Branching Plugin
The NetBox branching plugin lets you create branches in NetBox, much like a version control system. Changes made within a branch are isolated from the main schema and can later be merged.
Plugin required
These methods only work when the branching plugin is installed and enabled in your NetBox instance. They have no effect on a stock NetBox installation.
Registering the Extension
pynetbox ships a BranchingExtension that wires up the plugin's per-branch detail actions (merge, sync, revert, archive) and marks the JSON columns on ChangeDiff so they round-trip as Python dicts/lists. Register it with pynetbox.api(extensions=[...]):
import pynetbox
from pynetbox.extensions import BranchingExtension
nb = pynetbox.api(
"http://localhost:8000",
token="your-token-here",
extensions=[BranchingExtension],
)
Without the extension, nb.plugins.branching.* still works for basic CRUD, but the methods described below (branch.merge(), etc.) and the JSON-field handling on Changes are unavailable. See Extensions for the framework's general design.
Branch Actions
With the extension registered, every Branches record exposes the plugin's detail actions as direct methods. sync, merge, and revert each return a Jobs record for the background job NetBox enqueues; archive is synchronous and returns the updated Branches record.
branch = nb.plugins.branching.branches.create(name="my-branch")
# (poll branch.status until 'ready' — see the section further down)
# Dry-run a merge to see what would happen.
dry_run = branch.merge(commit=False)
# Sync the branch from main, then merge it.
sync_job = branch.sync(commit=True)
merge_job = branch.merge(commit=True)
# Revert a previously merged branch.
revert_job = branch.revert(commit=True)
# Archive a merged branch, deprovisioning its schema.
branch.archive()
Conflict Handling
sync and merge return HTTP 409 when conflicting ChangeDiffs exist and have not been acknowledged. This surfaces in pynetbox as a RequestError; the response body (with the list of conflicts) is on error.error. Resolve the conflicts or pass acknowledge_conflicts=True to proceed.
import pynetbox
try:
branch.merge(commit=True)
except pynetbox.RequestError as exc:
if exc.req.status_code == 409:
# exc.error contains the conflicts payload. Inspect, then either
# resolve the conflicts and retry, or acknowledge and proceed.

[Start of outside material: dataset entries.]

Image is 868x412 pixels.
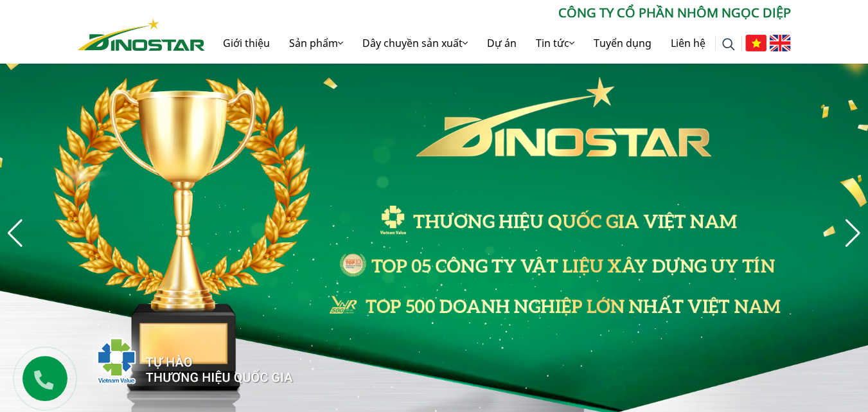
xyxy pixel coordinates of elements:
p: CÔNG TY CỔ PHẦN NHÔM NGỌC DIỆP [205,3,791,23]
a: Sản phẩm [280,23,352,64]
div: Previous slide [6,219,24,247]
a: Nhôm Dinostar [77,16,205,50]
a: Dây chuyền sản xuất [352,23,477,64]
img: Tiếng Việt [745,35,767,51]
a: Dự án [477,23,526,64]
a: Tuyển dụng [584,23,661,64]
div: Next slide [844,219,861,247]
img: English [769,35,791,51]
a: Liên hệ [661,23,715,64]
a: Giới thiệu [213,23,280,64]
img: thqg [58,314,295,402]
img: search [722,38,735,51]
img: Nhôm Dinostar [77,19,205,51]
a: Tin tức [526,23,584,64]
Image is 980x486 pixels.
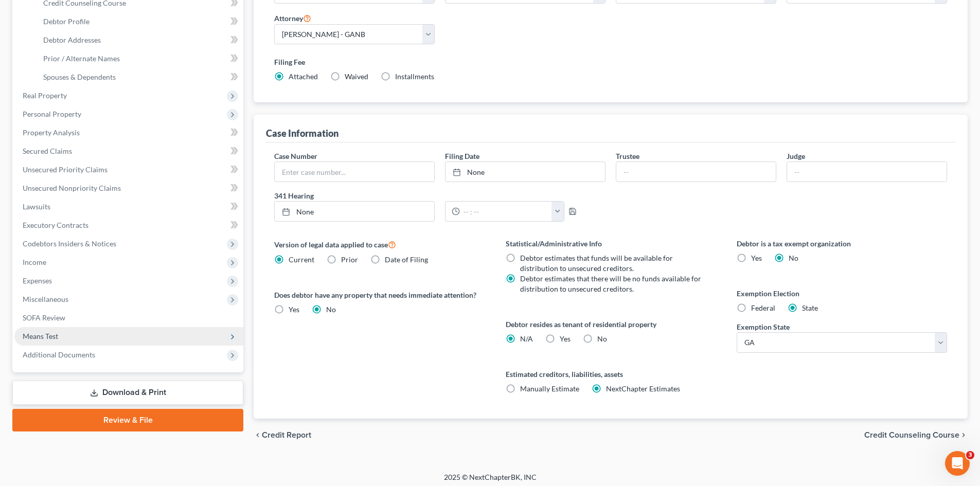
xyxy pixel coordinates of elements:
[275,289,484,300] label: Does debtor have any property that needs immediate attention?
[506,369,716,379] label: Estimated creditors, liabilities, assets
[14,123,243,142] a: Property Analysis
[275,201,434,221] a: None
[35,12,243,31] a: Debtor Profile
[802,304,818,312] span: State
[737,288,947,298] label: Exemption Election
[23,128,80,137] span: Property Analysis
[385,255,428,264] span: Date of Filing
[14,142,243,160] a: Secured Claims
[787,162,947,182] input: --
[289,72,318,81] span: Attached
[23,220,89,229] span: Executory Contracts
[616,162,776,182] input: --
[559,334,571,343] span: Yes
[43,54,120,63] span: Prior / Alternate Names
[751,253,762,262] span: Yes
[23,165,108,174] span: Unsecured Priority Claims
[520,253,673,272] span: Debtor estimates that funds will be available for distribution to unsecured creditors.
[326,305,336,313] span: No
[506,319,716,330] label: Debtor resides as tenant of residential property
[12,380,243,405] a: Download & Print
[23,91,67,100] span: Real Property
[254,431,311,439] button: chevron_left Credit Report
[14,308,243,327] a: SOFA Review
[945,451,970,476] iframe: Intercom live chat
[275,57,947,67] label: Filing Fee
[520,334,533,343] span: N/A
[506,238,716,249] label: Statistical/Administrative Info
[23,184,121,192] span: Unsecured Nonpriority Claims
[275,12,311,24] label: Attorney
[341,255,358,264] span: Prior
[445,150,479,162] label: Filing Date
[23,257,46,266] span: Income
[289,305,299,313] span: Yes
[43,72,116,81] span: Spouses & Dependents
[275,162,434,182] input: Enter case number...
[12,408,243,431] a: Review & File
[269,190,611,201] label: 341 Hearing
[23,276,52,285] span: Expenses
[460,201,552,221] input: -- : --
[266,127,338,139] div: Case Information
[751,304,775,312] span: Federal
[23,332,58,340] span: Means Test
[616,150,640,162] label: Trustee
[35,68,243,87] a: Spouses & Dependents
[597,334,607,343] span: No
[275,150,318,162] label: Case Number
[865,431,968,439] button: Credit Counseling Course chevron_right
[23,294,68,304] span: Miscellaneous
[606,384,680,393] span: NextChapter Estimates
[35,31,243,50] a: Debtor Addresses
[966,451,974,459] span: 3
[35,50,243,68] a: Prior / Alternate Names
[23,350,95,359] span: Additional Documents
[14,160,243,179] a: Unsecured Priority Claims
[23,202,50,211] span: Lawsuits
[14,197,243,216] a: Lawsuits
[275,238,484,250] label: Version of legal data applied to case
[14,179,243,197] a: Unsecured Nonpriority Claims
[14,216,243,235] a: Executory Contracts
[786,150,805,162] label: Judge
[23,147,72,155] span: Secured Claims
[865,431,960,439] span: Credit Counseling Course
[960,431,968,439] i: chevron_right
[43,35,101,44] span: Debtor Addresses
[789,253,799,262] span: No
[289,255,314,264] span: Current
[737,321,790,332] label: Exemption State
[737,238,947,249] label: Debtor is a tax exempt organization
[23,109,82,118] span: Personal Property
[254,431,262,439] i: chevron_left
[23,239,116,248] span: Codebtors Insiders & Notices
[345,72,368,81] span: Waived
[395,72,434,81] span: Installments
[43,17,89,25] span: Debtor Profile
[262,431,311,439] span: Credit Report
[520,384,579,393] span: Manually Estimate
[23,313,65,322] span: SOFA Review
[445,162,605,182] a: None
[520,274,701,293] span: Debtor estimates that there will be no funds available for distribution to unsecured creditors.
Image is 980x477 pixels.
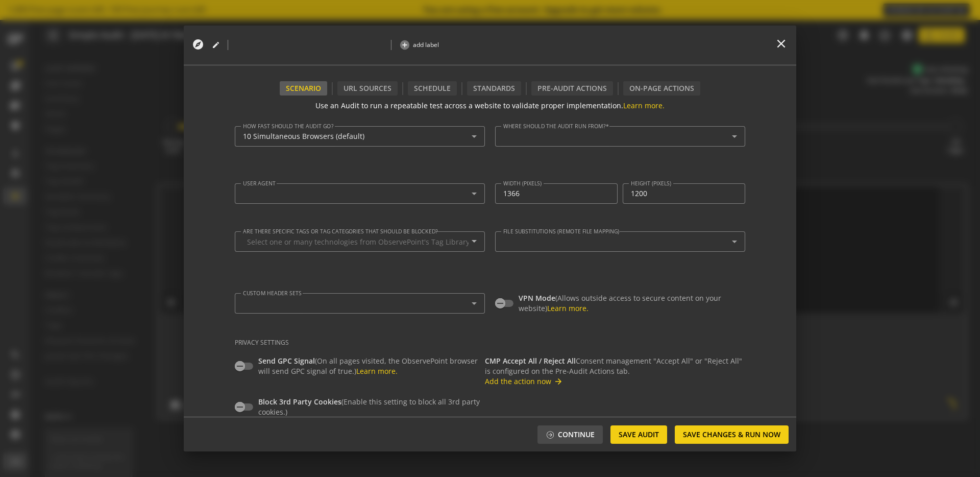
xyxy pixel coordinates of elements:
mat-label: User agent [243,180,276,186]
mat-icon: explore [192,39,204,51]
h2: Privacy Settings [235,339,745,345]
div: Pre-audit Actions [531,81,613,95]
mat-icon: add_circle [399,39,410,51]
mat-label: Custom Header sets [243,289,302,296]
span: Save Changes & Run Now [683,425,780,444]
mat-label: Width (pixels) [503,180,542,186]
button: Continue [537,425,603,444]
button: Add the action now [485,376,563,386]
div: Use an Audit to run a repeatable test across a website to validate proper implementation. [316,100,664,111]
span: Save Audit [619,425,659,444]
div: On-Page Actions [623,81,701,95]
div: Scenario [279,81,327,95]
label: (Allows outside access to secure content on your website) [513,293,743,314]
span: | [389,36,394,53]
span: VPN Mode [519,293,555,302]
span: Block 3rd Party Cookies [259,397,342,406]
mat-label: Are there specific tags or tag categories that should be blocked? [243,227,438,235]
div: Standards [467,81,521,95]
input: Select one or many technologies from ObservePoint's Tag Library to be blocked. [247,238,469,247]
a: Learn more. [623,100,664,110]
div: URL Sources [337,81,397,95]
button: Save Audit [611,425,667,444]
div: Schedule [408,81,457,95]
a: Learn more. [357,366,397,376]
div: Consent management "Accept All" or "Reject All" is configured on the Pre-Audit Actions tab. [485,356,745,386]
mat-label: File substitutions (remote file mapping) [503,227,619,235]
mat-icon: arrow_drop_down [462,235,487,247]
mat-label: Height (pixels) [631,180,671,186]
a: Learn more. [547,303,588,313]
span: Continue [558,425,594,444]
span: CMP Accept All / Reject All [485,356,576,366]
span: 10 Simultaneous Browsers (default) [243,132,365,141]
label: (Enable this setting to block all 3rd party cookies.) [253,397,482,417]
mat-icon: edit [212,41,220,49]
button: add label [399,40,439,50]
span: Send GPC Signal [259,356,315,366]
mat-icon: close [774,36,788,51]
mat-icon: arrow_forward [554,377,563,386]
span: add label [413,40,439,49]
label: (On all pages visited, the ObservePoint browser will send GPC signal of true.) [253,356,482,376]
mat-label: Where should the audit run from? [503,122,606,129]
mat-label: How fast should the audit go? [243,122,334,129]
button: Save Changes & Run Now [675,425,788,444]
span: | [225,36,231,53]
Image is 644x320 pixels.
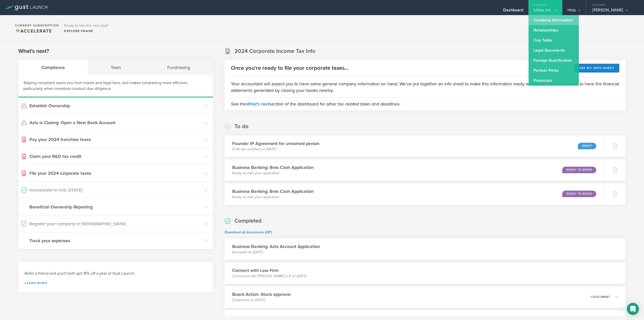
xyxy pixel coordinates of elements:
p: 1 document [590,296,610,299]
h3: Business Banking: Brex Cash Application [232,188,314,195]
h3: Azlo is Closing: Open a New Bank Account [30,119,201,126]
h3: Pay your 2024 franchise taxes [30,136,201,143]
p: Draft last modified on [DATE] [232,147,320,152]
div: Open Intercom Messenger [627,303,639,315]
h3: File your 2024 corporate taxes [30,170,201,177]
div: Ready to take the next step?ExploreRaise [61,20,111,36]
h3: Establish Ownership [30,102,201,109]
div: Explore [64,29,108,33]
a: Learn more [25,282,207,284]
span: Accelerate [15,28,52,34]
h3: Business Banking: Brex Cash Application [232,164,314,171]
h2: Completed [235,217,262,225]
div: Dashboard [503,8,523,15]
div: Business Banking: Brex Cash ApplicationReady to start your applicationReady to Begin [225,159,604,181]
p: Ready to start your application [232,171,314,176]
h3: Claim your R&D tax credit [30,153,201,160]
h3: Refer a friend and you'll both get 15% off a year of Gust Launch. [25,271,207,276]
div: Draft [578,143,596,149]
p: Your accountant will expect you to have some general company information on hand. We've put toget... [231,81,619,94]
h3: Connect with Law Firm [232,267,307,274]
div: Founder IP Agreement for unnamed personDraft last modified on [DATE]Draft [225,136,604,157]
h2: Once you're ready to file your corporate taxes... [231,65,348,72]
h3: Register your company in [GEOGRAPHIC_DATA] [30,221,201,227]
h3: Founder IP Agreement for unnamed person [232,140,320,147]
p: Ready to start your application [232,195,314,200]
h2: To do [235,123,249,130]
h3: Beneficial Ownership Reporting [30,204,201,210]
a: Download all documents (ZIP) [225,230,272,234]
div: Help [568,8,581,15]
a: What's next [247,101,270,107]
h3: Track your expenses [30,238,201,244]
span: Raise [80,29,93,33]
div: Ready to Begin [563,167,596,173]
h3: Ready to take the next step? [64,24,108,27]
em: See the section of the dashboard for other tax related tasks and deadlines. [231,101,401,107]
button: See my info sheet [574,64,619,72]
div: Staying compliant saves you from hassle and legal fees, and makes fundraising more efficient, par... [18,75,213,97]
div: [PERSON_NAME] [593,8,635,15]
p: Connected with [PERSON_NAME] LLP on [DATE] [232,274,307,279]
h3: Incorporate in [US_STATE] [30,187,201,193]
div: Ready to Begin [563,191,596,197]
p: Completed on [DATE] [232,298,291,303]
div: Lifora, Inc. [533,8,557,15]
div: Team [88,60,145,75]
div: Compliance [18,60,88,75]
h3: Business Banking: Azlo Account Application [232,243,320,250]
div: Fundraising [145,60,213,75]
h2: 2024 Corporate Income Tax Info [235,48,316,55]
div: Business Banking: Brex Cash ApplicationReady to start your applicationReady to Begin [225,183,604,205]
h2: Current Subscription [15,24,59,27]
h3: Board Action: Stock approval [232,291,291,298]
h2: What's next? [18,48,49,55]
p: Accepted on [DATE] [232,250,320,255]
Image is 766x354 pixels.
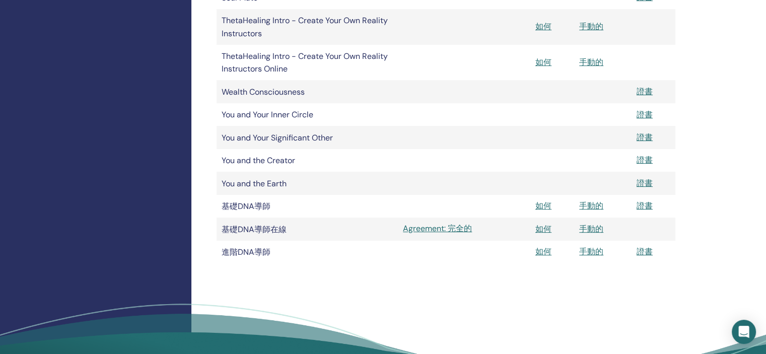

branch.merge(commit=True, acknowledge_conflicts=True)
else:
raise
Inspecting Changes
ChangeDiff rows are exposed at nb.plugins.branching.changes. The extension marks diff, original_data, modified_data, current_data, and conflicts as JSON fields so they're returned as plain Python dicts/lists instead of being mangled into nested records.
for change in nb.plugins.branching.changes.filter(branch_id=branch.id):
print(change.object_type, change.action, change.diff)
Branchable Models
The plugin's branchable-models list endpoint enumerates which NetBox models support branching (including plugin-supplied models):
for model in nb.plugins.branching.branchable_models.all():
print(model.app_label, model.model)
Activating a Branch
Api.activate_branch() is a context manager that adds the X-NetBox-Branch header to outgoing requests so they operate against the branch's schema. The header is removed when the with block exits.
import pynetbox
nb = pynetbox.api(
'http://localhost:8000',
token='your-token-here',
)
# Look up an existing branch
branch = nb.plugins.branching.branches.get(1)
# All NetBox operations inside the block run against this branch
with nb.activate_branch(branch):
sites = nb.dcim.sites.all()
# Create, update, and delete calls here only affect the branch's schema
The argument must be a branch Record (the object returned by the branches endpoint). Passing anything else raises ValueError.
Waiting for a Branch to be Ready
Newly created branches are not immediately ready; NetBox runs a background job to provision the branch's schema. Likewise, merges and reverts are asynchronous. The tenacity library is a convenient way to poll a branch until it reaches a target status:
pip install tenacity
from tenacity import retry, retry_if_result, stop_after_attempt, wait_exponential
@retry(
stop=stop_after_attempt(30),
wait=wait_exponential(multiplier=1, min=4, max=60),
retry=retry_if_result(lambda ready: not ready),
)
def wait_for_branch_status(branch, target_status):
"""Poll until ``branch`` reaches ``target_status``."""
branch = nb.plugins.branching.branches.get(branch.id)
return str(branch.status) == target_status
# Create a branch and wait for it to become Ready
branch = nb.plugins.branching.branches.create(name='my-branch')
wait_for_branch_status(branch, 'Ready')
branch = nb.plugins.branching.branches.get(branch.id)
print(f"Branch is ready! Status: {branch.status}")
The helper above will:
- Re-fetch the branch and compare its status to the target.
- Retry with exponential backoff (4–60 seconds between attempts) until the target is reached.
- Give up after 30 attempts.
Exponential backoff strikes a balance between checking frequently enough to catch quick transitions and avoiding excessive load on the NetBox server.